I Hate Advertising.
Now It’s Coming for AI
Today I read that ChatGPT is expanding advertising.
My first reaction was not polite.
I hate advertising.
When TiVo came out, I bought one immediately so I could skip commercials.
When I was still using an ad platoform called social media, I kept up with every tool to block ads.
Eventually I just left.
For streaming, I pay for the upgraded tiers to avoid advertising.
Search results filled with ads have always annoyed me. I learned to scroll past the fold to find something real. Something not paid for.
Now advertising is coming to AI results.
And they want me to believe it won’t affect the answers.
Really?
Was I born yesterday?
No.
My first instinct was simple. Fine. I’ll build my own.
I’ve been watching people train models on constrained datasets. Some capped before 1930. It’s actually fascinating. There’s something appealing about narrowing the world instead of letting everything in.
My daughter would probably say this is the moment to stop using AI altogether.
But that’s not where I’ve landed.
Because the reality is this has been useful. Genuinely useful.
Some of the tedious work just goes away.
I can generate a task list for a project board with less typing, organized the way I want it. That matters more than I expected.
I genuinely enjoy working through a problem with my thinking partners.
For transparency, I’ve never actually used ChatGPT.
I use Copilot at work, and I’ve been happy with it.
But I also understand how this goes.
If one product succeeds with advertising, the others will follow. No company leaves that kind of money sitting on the table.
So here’s where I land.
If I’m paying for a subscription, I should be able to turn advertising off.
Not reduced. Not less intrusive. Off.
Anything else breaks the trust model.
And if that line keeps moving, I’ll probably do what I’ve always done.
Start taking back control, one piece at a time.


EXERCISE BRIEF: Read the lines below, and copy any that contain the string "Fiscal".

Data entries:

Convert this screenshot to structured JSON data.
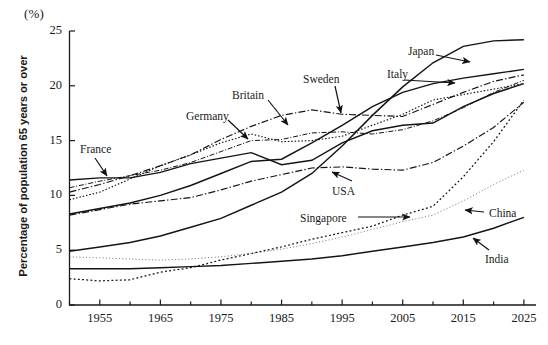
{
  "chart_data": {
    "type": "line",
    "title": "",
    "unit_label": "(%)",
    "ylabel": "Percentage of  population 65 years or over",
    "xlabel": "",
    "xlim": [
      1950,
      2027
    ],
    "ylim": [
      0,
      25
    ],
    "yticks": [
      0,
      5,
      10,
      15,
      20,
      25
    ],
    "xticks": [
      1955,
      1965,
      1975,
      1985,
      1995,
      2005,
      2015,
      2025
    ],
    "grid": false,
    "legend": "inline-annotations",
    "x": [
      1950,
      1955,
      1960,
      1965,
      1970,
      1975,
      1980,
      1985,
      1990,
      1995,
      2000,
      2005,
      2010,
      2015,
      2020,
      2025
    ],
    "series": [
      {
        "name": "Japan",
        "style": "solid",
        "values": [
          4.9,
          5.3,
          5.7,
          6.3,
          7.1,
          7.9,
          9.1,
          10.3,
          12.0,
          14.5,
          17.3,
          19.9,
          22.1,
          23.6,
          24.1,
          24.2
        ]
      },
      {
        "name": "Italy",
        "style": "solid",
        "values": [
          8.3,
          8.8,
          9.3,
          10.0,
          10.9,
          12.0,
          13.1,
          13.3,
          14.8,
          16.4,
          18.1,
          19.4,
          20.2,
          20.7,
          21.1,
          21.5
        ]
      },
      {
        "name": "Sweden",
        "style": "dash-dot",
        "values": [
          10.3,
          11.0,
          11.8,
          12.7,
          13.7,
          15.1,
          16.3,
          17.3,
          17.8,
          17.4,
          17.3,
          17.2,
          18.3,
          19.4,
          20.4,
          21.0
        ]
      },
      {
        "name": "Britain",
        "style": "dash-dot-fine",
        "values": [
          10.7,
          11.3,
          11.8,
          12.3,
          13.0,
          14.0,
          15.0,
          15.1,
          15.7,
          15.8,
          15.6,
          16.0,
          16.8,
          18.0,
          19.4,
          20.5
        ]
      },
      {
        "name": "Germany",
        "style": "dotted",
        "values": [
          9.6,
          10.3,
          11.5,
          12.7,
          13.7,
          14.8,
          15.6,
          14.9,
          15.0,
          15.4,
          16.4,
          17.4,
          18.7,
          19.2,
          19.7,
          20.2
        ]
      },
      {
        "name": "France",
        "style": "solid-zigzag",
        "values": [
          11.4,
          11.6,
          11.6,
          12.1,
          12.9,
          13.4,
          13.9,
          12.8,
          13.2,
          14.8,
          15.9,
          16.4,
          16.6,
          18.1,
          19.3,
          20.2
        ]
      },
      {
        "name": "USA",
        "style": "dash-dot",
        "values": [
          8.2,
          8.7,
          9.2,
          9.5,
          9.8,
          10.5,
          11.3,
          11.9,
          12.5,
          12.6,
          12.4,
          12.3,
          13.0,
          14.5,
          16.2,
          18.5
        ]
      },
      {
        "name": "Singapore",
        "style": "dotted-coarse",
        "values": [
          2.4,
          2.2,
          2.3,
          3.0,
          3.4,
          4.1,
          4.7,
          5.3,
          6.0,
          6.6,
          7.2,
          8.2,
          9.0,
          11.7,
          14.9,
          18.7
        ]
      },
      {
        "name": "China",
        "style": "dotted-fine",
        "values": [
          4.4,
          4.3,
          4.2,
          4.1,
          4.2,
          4.4,
          4.7,
          5.1,
          5.6,
          6.2,
          6.9,
          7.6,
          8.2,
          9.5,
          11.0,
          12.3
        ]
      },
      {
        "name": "India",
        "style": "solid",
        "values": [
          3.3,
          3.3,
          3.3,
          3.4,
          3.5,
          3.6,
          3.8,
          4.0,
          4.2,
          4.5,
          4.9,
          5.3,
          5.7,
          6.2,
          7.0,
          8.0
        ]
      }
    ],
    "annotations": [
      {
        "label": "France",
        "x": 80,
        "y": 143
      },
      {
        "label": "Germany",
        "x": 186,
        "y": 110
      },
      {
        "label": "Britain",
        "x": 232,
        "y": 89
      },
      {
        "label": "Sweden",
        "x": 303,
        "y": 73
      },
      {
        "label": "Italy",
        "x": 387,
        "y": 68
      },
      {
        "label": "Japan",
        "x": 408,
        "y": 45
      },
      {
        "label": "USA",
        "x": 332,
        "y": 185
      },
      {
        "label": "Singapore",
        "x": 300,
        "y": 212
      },
      {
        "label": "China",
        "x": 489,
        "y": 207
      },
      {
        "label": "India",
        "x": 485,
        "y": 253
      }
    ]
  },
  "axis": {
    "ytick_labels": [
      "0",
      "5",
      "10",
      "15",
      "20",
      "25"
    ],
    "xtick_labels": [
      "1955",
      "1965",
      "1975",
      "1985",
      "1995",
      "2005",
      "2015",
      "2025"
    ]
  }
}
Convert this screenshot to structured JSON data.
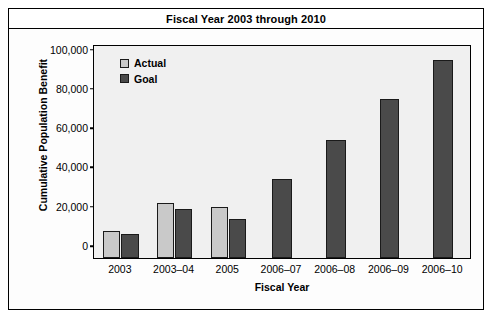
{
  "chart_data": {
    "type": "bar",
    "title": "Fiscal Year 2003 through 2010",
    "xlabel": "Fiscal Year",
    "ylabel": "Cumulative Population Benefit",
    "categories": [
      "2003",
      "2003–04",
      "2005",
      "2006–07",
      "2006–08",
      "2006–09",
      "2006–10"
    ],
    "series": [
      {
        "name": "Actual",
        "color": "#c9c9c9",
        "values": [
          14000,
          28000,
          26000,
          null,
          null,
          null,
          null
        ]
      },
      {
        "name": "Goal",
        "color": "#4a4a4a",
        "values": [
          12000,
          25000,
          20000,
          40000,
          60000,
          81000,
          101000
        ]
      }
    ],
    "ylim": [
      0,
      108000
    ],
    "yticks": [
      0,
      20000,
      40000,
      60000,
      80000,
      100000
    ],
    "ytick_labels": [
      "0",
      "20,000",
      "40,000",
      "60,000",
      "80,000",
      "100,000"
    ],
    "grid": false,
    "legend_position": "top-left",
    "plot_background": "#f0f0f0"
  },
  "legend": {
    "items": [
      {
        "label": "Actual",
        "swatch": "actual"
      },
      {
        "label": "Goal",
        "swatch": "goal"
      }
    ]
  }
}
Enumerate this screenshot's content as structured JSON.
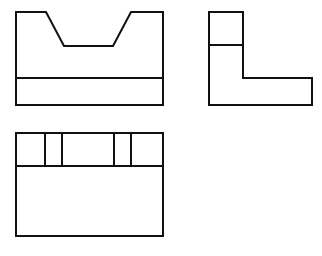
{
  "drawing": {
    "title": "Orthographic Three-View Engineering Drawing",
    "background_color": "#ffffff",
    "line_color": "#111111",
    "line_width": 2,
    "canvas": {
      "width": 322,
      "height": 256
    },
    "projection": "third-angle",
    "views": [
      {
        "id": "front-view",
        "label": "Front View",
        "description": "Rectangular block with symmetric trapezoidal V-notch cut into the top edge and a horizontal base band line",
        "bounds": {
          "x": 16,
          "y": 12,
          "width": 147,
          "height": 93
        },
        "outline_points": "16,12 46,12 64,46 113,46 131,12 163,12 163,105 16,105",
        "notch": {
          "top_left_x": 46,
          "bottom_left_x": 64,
          "bottom_right_x": 113,
          "top_right_x": 131,
          "top_y": 12,
          "bottom_y": 46
        },
        "interior_lines": [
          {
            "name": "base-band-line",
            "x1": 16,
            "y1": 78,
            "x2": 163,
            "y2": 78
          }
        ]
      },
      {
        "id": "right-side-view",
        "label": "Right Side View",
        "description": "L-shaped profile with a small square subdivision at the upper vertical leg",
        "bounds": {
          "x": 209,
          "y": 12,
          "width": 103,
          "height": 93
        },
        "outline_points": "209,12 243,12 243,78 312,78 312,105 209,105",
        "interior_lines": [
          {
            "name": "upper-leg-divider-line",
            "x1": 209,
            "y1": 45,
            "x2": 243,
            "y2": 45
          }
        ]
      },
      {
        "id": "top-view",
        "label": "Top View",
        "description": "Rectangle with a horizontal band across the top subdivided by four vertical partition lines",
        "bounds": {
          "x": 16,
          "y": 133,
          "width": 147,
          "height": 103
        },
        "outline_points": "16,133 163,133 163,236 16,236",
        "interior_lines": [
          {
            "name": "band-divider-line",
            "x1": 16,
            "y1": 166,
            "x2": 163,
            "y2": 166
          },
          {
            "name": "partition-line-1",
            "x1": 45,
            "y1": 133,
            "x2": 45,
            "y2": 166
          },
          {
            "name": "partition-line-2",
            "x1": 62,
            "y1": 133,
            "x2": 62,
            "y2": 166
          },
          {
            "name": "partition-line-3",
            "x1": 114,
            "y1": 133,
            "x2": 114,
            "y2": 166
          },
          {
            "name": "partition-line-4",
            "x1": 131,
            "y1": 133,
            "x2": 131,
            "y2": 166
          }
        ]
      }
    ]
  }
}
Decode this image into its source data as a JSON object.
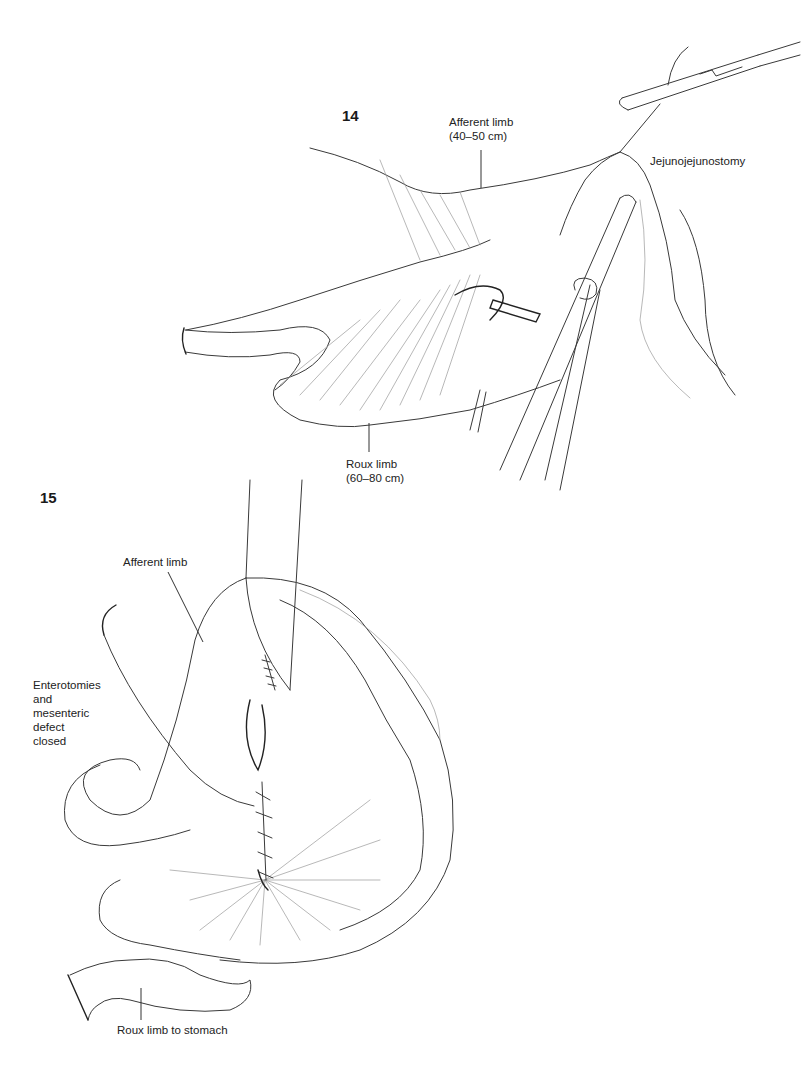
{
  "figures": [
    {
      "number": "14",
      "labels": {
        "afferent_limb": [
          "Afferent limb",
          "(40–50 cm)"
        ],
        "jejunojejunostomy": "Jejunojejunostomy",
        "roux_limb": [
          "Roux limb",
          "(60–80 cm)"
        ]
      }
    },
    {
      "number": "15",
      "labels": {
        "afferent_limb": "Afferent limb",
        "closure": [
          "Enterotomies",
          "and",
          "mesenteric",
          "defect",
          "closed"
        ],
        "roux_to_stomach": "Roux limb to stomach"
      }
    }
  ]
}
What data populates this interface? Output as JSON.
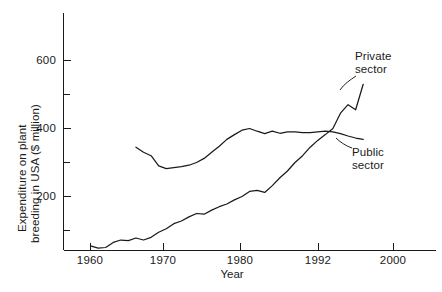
{
  "chart_data": {
    "type": "line",
    "title": "",
    "xlabel": "Year",
    "ylabel": "Expenditure on plant breeding in USA ($ million)",
    "ylabel_line_1": "Expenditure on plant",
    "ylabel_line_2": "breeding in USA ($ million)",
    "xlim": [
      1956.5,
      2004
    ],
    "ylim": [
      20,
      710
    ],
    "grid": false,
    "legend_position": "inline-annotation",
    "xticks": [
      1960,
      1970,
      1980,
      1992,
      2000
    ],
    "xtick_labels": [
      "1960",
      "1970",
      "1980",
      "1992",
      "2000"
    ],
    "yticks": [
      200,
      400,
      600
    ],
    "ytick_labels": [
      "200",
      "400",
      "600"
    ],
    "yticks_minor": [
      100,
      300,
      500,
      700
    ],
    "series": [
      {
        "name": "Private sector",
        "annotation_line_1": "Private",
        "annotation_line_2": "sector",
        "color": "#1a1a1a",
        "x": [
          1960,
          1961,
          1962,
          1963,
          1964,
          1965,
          1966,
          1967,
          1968,
          1969,
          1970,
          1971,
          1972,
          1973,
          1974,
          1975,
          1976,
          1977,
          1978,
          1979,
          1980,
          1981,
          1982,
          1983,
          1984,
          1985,
          1986,
          1987,
          1988,
          1989,
          1990,
          1991,
          1992,
          1993,
          1994,
          1995,
          1996
        ],
        "values": [
          55,
          48,
          50,
          65,
          72,
          70,
          78,
          72,
          80,
          95,
          105,
          120,
          128,
          140,
          150,
          148,
          160,
          170,
          178,
          190,
          200,
          215,
          218,
          212,
          232,
          255,
          275,
          300,
          320,
          345,
          365,
          382,
          400,
          445,
          470,
          455,
          530
        ]
      },
      {
        "name": "Public sector",
        "annotation_line_1": "Public",
        "annotation_line_2": "sector",
        "color": "#1a1a1a",
        "x": [
          1966,
          1967,
          1968,
          1969,
          1970,
          1971,
          1972,
          1973,
          1974,
          1975,
          1976,
          1977,
          1978,
          1979,
          1980,
          1981,
          1982,
          1983,
          1984,
          1985,
          1986,
          1987,
          1988,
          1989,
          1990,
          1991,
          1992,
          1993,
          1994,
          1995,
          1996
        ],
        "values": [
          345,
          330,
          320,
          290,
          282,
          285,
          288,
          292,
          300,
          312,
          330,
          348,
          368,
          382,
          395,
          400,
          392,
          385,
          392,
          386,
          390,
          390,
          388,
          388,
          390,
          392,
          390,
          385,
          378,
          372,
          368
        ]
      }
    ]
  },
  "annotations": {
    "private": {
      "line_1": "Private",
      "line_2": "sector"
    },
    "public": {
      "line_1": "Public",
      "line_2": "sector"
    }
  }
}
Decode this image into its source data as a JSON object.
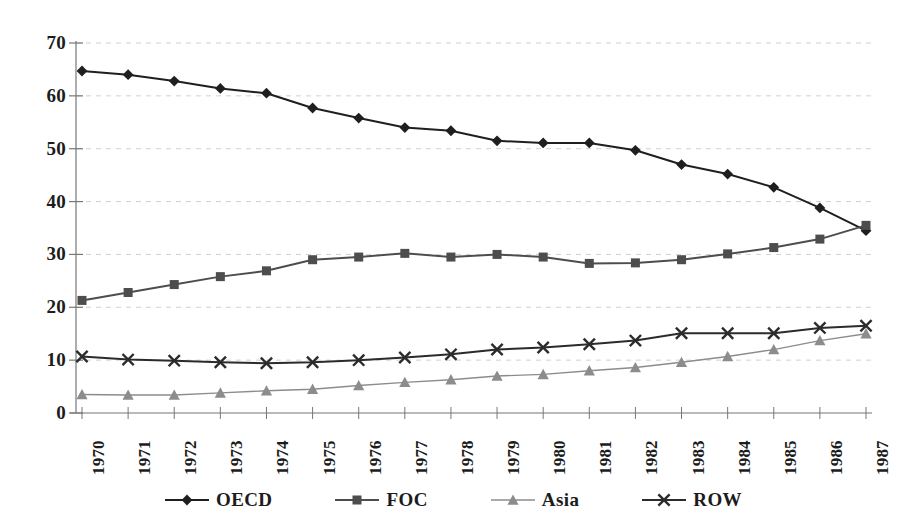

TASK ANSWER:
    "title": "Fiscal Year 2003 through 2010",
    "xlabel": "Fiscal Year",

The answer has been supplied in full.